Keep in mind rodents can squeeze their bodies through the tiniest of openings. A mouse, for example, needs a hole no larger than the diameter of a pencil to enter your home.
But if you hear scuttling sounds inside walls or overhead from your attic and are seeing droppings anywhere inside, the critters have already breached your defenses and have taken up residence. Now it’s time to evict them.
Serving the eviction notice
When it comes to getting rodents out of your house you have two basic choices — live trap them for relocation or use a kill trap.
While using a live trap sounds like a friendly, humane thing to do wildlife experts warn it can at best be a short-term solution for your rodent problem and at worst create long-term suffering for the animal itself.

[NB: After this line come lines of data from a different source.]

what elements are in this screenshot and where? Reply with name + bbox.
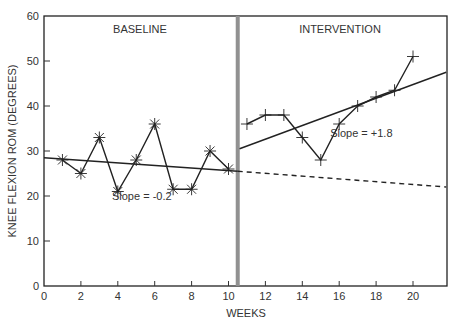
y-axis: 0102030405060 (27, 10, 50, 292)
y-tick-label: 60 (27, 10, 39, 22)
x-axis: 02468101214161820 (41, 281, 419, 302)
plus-marker (407, 51, 419, 63)
y-tick-label: 10 (27, 235, 39, 247)
x-tick-label: 18 (370, 290, 382, 302)
x-tick-label: 12 (259, 290, 271, 302)
x-tick-label: 10 (222, 290, 234, 302)
x-tick-label: 6 (152, 290, 158, 302)
x-tick-label: 4 (115, 290, 121, 302)
x-tick-label: 2 (78, 290, 84, 302)
y-tick-label: 30 (27, 145, 39, 157)
series-line (62, 124, 228, 192)
asterisk-marker (149, 118, 161, 130)
y-axis-label: KNEE FLEXION ROM (DEGREES) (6, 65, 18, 238)
asterisk-marker (130, 154, 142, 166)
x-tick-label: 16 (333, 290, 345, 302)
asterisk-marker (186, 183, 198, 195)
y-tick-label: 50 (27, 55, 39, 67)
line-chart: 0102030405060 02468101214161820 BASELINE… (0, 0, 457, 324)
asterisk-marker (56, 154, 68, 166)
x-axis-label: WEEKS (226, 307, 266, 319)
asterisk-marker (223, 163, 235, 175)
plus-marker (241, 118, 253, 130)
plus-marker (259, 109, 271, 121)
y-tick-label: 40 (27, 100, 39, 112)
asterisk-marker (93, 132, 105, 144)
plus-marker (370, 91, 382, 103)
x-tick-label: 20 (407, 290, 419, 302)
trend-line (238, 171, 446, 187)
phase-label-baseline: BASELINE (113, 23, 167, 35)
baseline-slope-annotation: Slope = -0.2 (112, 190, 172, 202)
phase-change-line (236, 16, 240, 286)
x-tick-label: 8 (189, 290, 195, 302)
series-line (247, 57, 413, 161)
y-tick-label: 0 (33, 280, 39, 292)
y-tick-label: 20 (27, 190, 39, 202)
asterisk-marker (75, 168, 87, 180)
x-tick-label: 0 (41, 290, 47, 302)
intervention-slope-annotation: Slope = +1.8 (330, 127, 392, 139)
phase-label-intervention: INTERVENTION (299, 23, 381, 35)
x-tick-label: 14 (296, 290, 308, 302)
asterisk-marker (204, 145, 216, 157)
plus-marker (389, 84, 401, 96)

Releasing a trapped rodent outside close to your house will likely end up with it just finding its way back inside. Relocating it far from your house solves that problem but you are plunking the animal down out of its home range. It does not know where food and water are or locations of places to hide from predators. It’s basically setting the animal up for failure, suffering and eventual starvation.
The more merciful approach is a metal or plastic “jaw” trap that clamps shut around the rodent neck and breaks it, killing the animal instantly. Many jaw traps are now designed with a mechanism allowing you to remove the dead rodent without ever having to handle its body.
A third option is using specially designed chemical poison to kill rodents. This can work, but you run the risk of the animal crawling off to die somewhere in your home leaving you with the stench of a decaying body. It’s also not a good idea to use any form of poison in areas where it could be discovered and ingested by young children or pets.
If your rodent problem becomes serious enough that stronger measures are needed, then it’s time to call in professional exterminators who are experts in getting rodents back outside where they belong.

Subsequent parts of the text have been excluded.